German
1000 ft
35mm
B&W
Silent
"In Traum Im Karneval, 1000 ft., 35mm., a distinctly new technique in cine puppet drama has been beautifully and conclusively demonstrated. Working with puppets free of distracting threads and controlled entirely from below the line of camera sight, Dr. Goldschmidt has brought to his film the fluidity and cinematic smoothness essential to a genuine photoplay. Gone are the proscenium arch and the unavoidably static feeling of photographed "theatre." Here the camera has moved freely from near shot to closeup or semicloseup as the action demands. Inserted scenes from real life, used with symbolism significant to the mood of the story, have served only to heighten the cinematic illusion, while the unusually graceful miming of the puppets amazes one with a feeling of uncanny and fantastic life. Traum Im Karneval is delicately conceived, sensitively directed and superbly photographed. Of brilliance equal to Dr. Goldschmidt's technique was the unfailing mastery of his collaborator, Richard Teschner, eminent European puppeteer." Movie Makers, Dec. 1931, 685.
Traum Im Karneval and Goldschmidt's techniques are discussed by James W. Moore in "Closeups - What amateurs are doing" (Movie Makers, Oct. 1931, 558).
Kulturpool lists this film (Traum im Karneval [Film von Max Goldschmidt]) as belonging to the Fotosammlung des Theatermuseums, Theatremuseum Wien.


> [EXERCISE] Set the data down once more, in full and exactly.

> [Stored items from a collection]
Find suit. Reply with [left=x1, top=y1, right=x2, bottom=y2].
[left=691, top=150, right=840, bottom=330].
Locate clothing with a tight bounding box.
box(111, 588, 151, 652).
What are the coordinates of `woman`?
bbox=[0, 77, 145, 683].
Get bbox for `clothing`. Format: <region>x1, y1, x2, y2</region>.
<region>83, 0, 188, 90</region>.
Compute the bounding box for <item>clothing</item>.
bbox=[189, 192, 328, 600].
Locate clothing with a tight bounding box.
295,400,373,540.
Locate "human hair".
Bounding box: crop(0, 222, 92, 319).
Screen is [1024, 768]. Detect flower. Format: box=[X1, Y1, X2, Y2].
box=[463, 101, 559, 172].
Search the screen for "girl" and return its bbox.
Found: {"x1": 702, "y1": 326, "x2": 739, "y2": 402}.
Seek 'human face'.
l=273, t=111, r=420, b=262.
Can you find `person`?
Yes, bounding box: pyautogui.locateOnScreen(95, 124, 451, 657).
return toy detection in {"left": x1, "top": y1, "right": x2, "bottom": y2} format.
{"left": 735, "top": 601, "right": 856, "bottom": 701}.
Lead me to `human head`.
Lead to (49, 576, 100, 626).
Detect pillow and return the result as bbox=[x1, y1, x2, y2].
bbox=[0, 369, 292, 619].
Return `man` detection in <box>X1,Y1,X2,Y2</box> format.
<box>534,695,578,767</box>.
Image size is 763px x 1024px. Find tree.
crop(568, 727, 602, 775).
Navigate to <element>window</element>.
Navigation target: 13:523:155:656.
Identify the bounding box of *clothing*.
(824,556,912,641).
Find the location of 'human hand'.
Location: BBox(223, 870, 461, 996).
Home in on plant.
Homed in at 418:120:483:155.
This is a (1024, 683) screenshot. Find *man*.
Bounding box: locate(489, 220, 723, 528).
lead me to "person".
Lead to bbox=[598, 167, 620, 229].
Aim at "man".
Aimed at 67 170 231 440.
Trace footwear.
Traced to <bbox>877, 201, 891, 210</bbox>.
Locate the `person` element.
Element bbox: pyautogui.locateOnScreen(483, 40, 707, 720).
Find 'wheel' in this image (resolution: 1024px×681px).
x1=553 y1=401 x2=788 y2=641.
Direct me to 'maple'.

> [ANSWER FOR THIS EXERCISE]
Find suit. Reply with [left=x1, top=y1, right=x2, bottom=y2].
[left=691, top=150, right=840, bottom=330].
Locate clothing with a tight bounding box.
box(111, 588, 151, 652).
What are the coordinates of `woman`?
bbox=[0, 77, 145, 683].
Get bbox for `clothing`. Format: <region>x1, y1, x2, y2</region>.
<region>83, 0, 188, 90</region>.
Compute the bounding box for <item>clothing</item>.
bbox=[189, 192, 328, 600].
Locate clothing with a tight bounding box.
295,400,373,540.
Locate "human hair".
Bounding box: crop(0, 222, 92, 319).
Screen is [1024, 768]. Detect flower. Format: box=[X1, Y1, X2, Y2].
box=[463, 101, 559, 172].
Search the screen for "girl" and return its bbox.
Found: {"x1": 702, "y1": 326, "x2": 739, "y2": 402}.
Seek 'human face'.
l=273, t=111, r=420, b=262.
Can you find `person`?
Yes, bounding box: pyautogui.locateOnScreen(95, 124, 451, 657).
return toy detection in {"left": x1, "top": y1, "right": x2, "bottom": y2} format.
{"left": 735, "top": 601, "right": 856, "bottom": 701}.
Lead me to `human head`.
Lead to (49, 576, 100, 626).
Detect pillow and return the result as bbox=[x1, y1, x2, y2].
bbox=[0, 369, 292, 619].
Return `man` detection in <box>X1,Y1,X2,Y2</box> format.
<box>534,695,578,767</box>.
Image size is 763px x 1024px. Find tree.
crop(568, 727, 602, 775).
Navigate to <element>window</element>.
Navigation target: 13:523:155:656.
Identify the bounding box of *clothing*.
(824,556,912,641).
Find the location of 'human hand'.
Location: BBox(223, 870, 461, 996).
Home in on plant.
Homed in at 418:120:483:155.
This is a (1024, 683) screenshot. Find *man*.
Bounding box: locate(489, 220, 723, 528).
lead me to "person".
Lead to bbox=[598, 167, 620, 229].
Aim at "man".
Aimed at 67 170 231 440.
Trace footwear.
Traced to <bbox>877, 201, 891, 210</bbox>.
Locate the `person` element.
Element bbox: pyautogui.locateOnScreen(483, 40, 707, 720).
Find 'wheel' in this image (resolution: 1024px×681px).
x1=553 y1=401 x2=788 y2=641.
Direct me to 'maple'.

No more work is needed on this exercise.